BIOL 257 Introduction to Microbriology, Study guide for the third Exam
Viruses
Diseases and their causal infectious agents organized by points of entry and contact area
Topic 9. Viruses
1 - Be able to describe the structures of naked and enveloped viruses.
2 - Be able to describe the different types of genetic material included in viruses.
3 - Be able to classify viruses based on size and structure, genetic material and the host they infect.
4 - Be able to describe the steps involved in the "proliferation" of a virus, from attachment to release.
5 - Be able to explain what is meant by the terms "temperate virus", "lysogen" and "lysogeny", and related terms used to describe viruses that infect bacteria ("bacteriophages").
5 - Be able to describe how bacteriophages can be quantified.
6 - Be able to describe the 3 types of permissive interactions between animals and their viruses (lytic, persistent, latent).
7 - Describe the mode of action (infection, replication, release) of HIV in the human body.
8 - Describe AIDS.
Topic 10. Microorganisms and viruses in health and disease of the human host
-Know the terms and interactions described with the terms parasite, pathogen, pathogenicity, virulence, avirulence, disease, symptoms of disease, etc.
-Know the major "contact areas" between microbes and animal hosts (portals of entry - infection - portals of exit) as well as factors that determine the interactions.

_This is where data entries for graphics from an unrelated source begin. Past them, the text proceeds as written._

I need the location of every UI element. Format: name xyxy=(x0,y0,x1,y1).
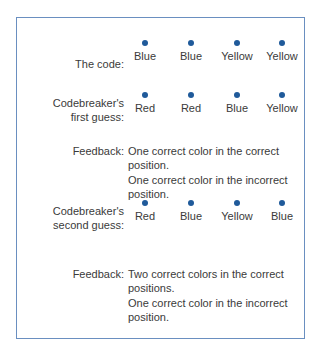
peg-dot-icon xyxy=(234,92,240,98)
code-peg-2: Blue xyxy=(169,40,213,62)
guess1-peg-4: Yellow xyxy=(260,92,304,114)
peg-dot-icon xyxy=(279,200,285,206)
code-peg-1: Blue xyxy=(123,40,167,62)
guess1-peg-3: Blue xyxy=(215,92,259,114)
guess2-peg-4: Blue xyxy=(260,200,304,222)
peg-dot-icon xyxy=(142,40,148,46)
peg-dot-icon xyxy=(188,40,194,46)
guess1-peg-2: Red xyxy=(169,92,213,114)
feedback-text: Two correct colors in the correct positi… xyxy=(128,267,298,325)
mastermind-example-panel: The code: Blue Blue Yellow Yellow Codebr… xyxy=(16,17,305,339)
peg-dot-icon xyxy=(188,200,194,206)
first-guess-label: Codebreaker's first guess: xyxy=(53,96,124,124)
feedback-label: Feedback: xyxy=(73,267,124,281)
guess2-peg-2: Blue xyxy=(169,200,213,222)
peg-dot-icon xyxy=(234,200,240,206)
guess2-peg-3: Yellow xyxy=(215,200,259,222)
code-peg-4: Yellow xyxy=(260,40,304,62)
code-peg-3: Yellow xyxy=(215,40,259,62)
peg-dot-icon xyxy=(188,92,194,98)
code-label: The code: xyxy=(75,57,124,71)
feedback-text: One correct color in the correct positio… xyxy=(128,144,298,202)
peg-dot-icon xyxy=(234,40,240,46)
peg-dot-icon xyxy=(279,92,285,98)
feedback-label: Feedback: xyxy=(73,144,124,158)
peg-dot-icon xyxy=(142,92,148,98)
second-guess-label: Codebreaker's second guess: xyxy=(53,204,124,232)
peg-dot-icon xyxy=(279,40,285,46)
peg-dot-icon xyxy=(142,200,148,206)
guess1-peg-1: Red xyxy=(123,92,167,114)
guess2-peg-1: Red xyxy=(123,200,167,222)
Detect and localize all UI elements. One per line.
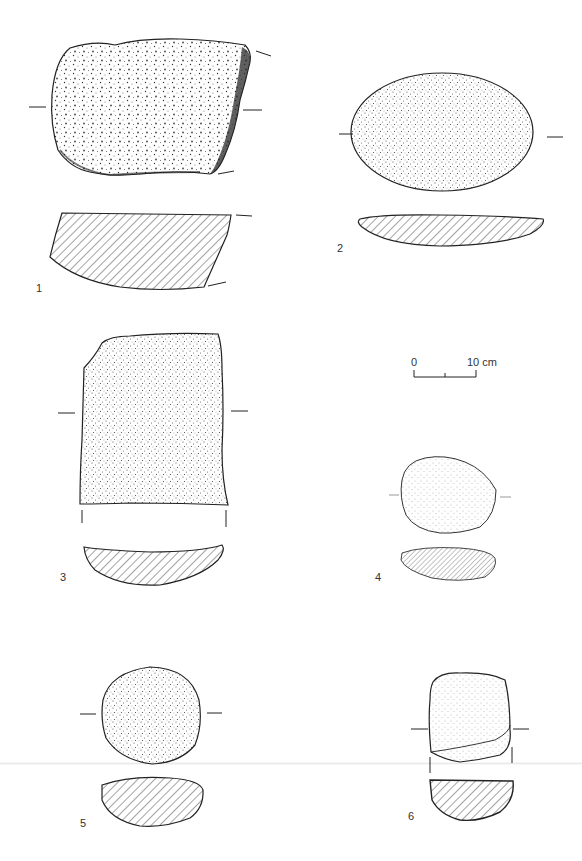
object-6-plan xyxy=(429,673,510,762)
object-3 xyxy=(58,333,248,585)
object-1-number: 1 xyxy=(36,283,42,294)
object-5-number: 5 xyxy=(80,818,86,829)
object-3-number: 3 xyxy=(60,572,66,583)
illustration-plate xyxy=(0,0,582,861)
object-1 xyxy=(29,39,271,290)
object-6 xyxy=(411,673,529,820)
object-5-plan xyxy=(102,667,200,764)
object-2-section xyxy=(358,215,543,246)
object-1-section xyxy=(50,213,231,290)
object-2-plan xyxy=(351,73,533,191)
object-4 xyxy=(389,457,511,581)
object-2 xyxy=(339,73,563,246)
scale-bar-end-label: 10 cm xyxy=(467,357,497,368)
scale-bar xyxy=(414,370,476,377)
object-4-number: 4 xyxy=(375,572,381,583)
object-6-number: 6 xyxy=(408,811,414,822)
object-3-plan xyxy=(80,333,228,505)
object-5 xyxy=(80,667,222,826)
object-2-number: 2 xyxy=(337,243,343,254)
object-3-section xyxy=(84,545,223,585)
object-5-section xyxy=(102,777,203,826)
object-4-plan xyxy=(401,457,496,533)
scale-bar-start-label: 0 xyxy=(411,357,417,368)
object-6-section xyxy=(430,780,513,820)
object-4-section xyxy=(401,548,496,581)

-Understand the concept of microbial virulence factors.
- Describe the major ways in which diseases are transmitted; know about modes (contact or indirect) and agents of transmission (vectors, vehicles, fomites).
- In particular, know relevant epidemiology terminology including incidence, prevalence, outbreak, epidemic, endemic, pandemic, mortality, morbidity, carrier, vector, fomite, vehicle, host, etc.
- Be able to characterize drug resistance and nosocomial infections.
- In the following we view a few diseases from the angle of a microbiologist, hence we ask for the reservoir, the transmission (e.g., vector) and the host and how the host gets diseased. As you are all aware of, this course did not attempt to teach medical microbiology, hence, you do not have to know any clinical aspects of the diseases for this class and exam.
- Know examples for respiratory infections (e.g., diphtheria, TB, wooping cough) and why they are so common.
- Know examples for sexually transmitted diseases.
- Know examples for food and water born diseases (e.g., food poisoning; typhus, cholera).
- Know examples for insect-transmitted diseases (e.g., Lyme disease, malaria, plague).
- Know the components of the blood and lymphatic systems and their role in host-parasite interactions.
- know general characteristics (portals of entry, natural flora (AKA resident biota, normal biota), main pathogens, etc.) of the discussed contact areas (GIT, RT, GUT, Skin, vascular and nervous systems). For instance in the genitourinary tract, we know bacterial (Neisseria, Escherichia, Staphylococcus, Gardnerella, Treponema, Chlamydia, Group B Streptococcus), fungal (Candida), helminth (Trichomonas) and viral (HPV, HSV) dieseases; whereas non-hemolytic streptococci, lactobacilli and fungi (only vaginal) are the main players in the natural flora.
PLEASE FOCUS on the LECTURE SLIDES that can be downloaded from this server.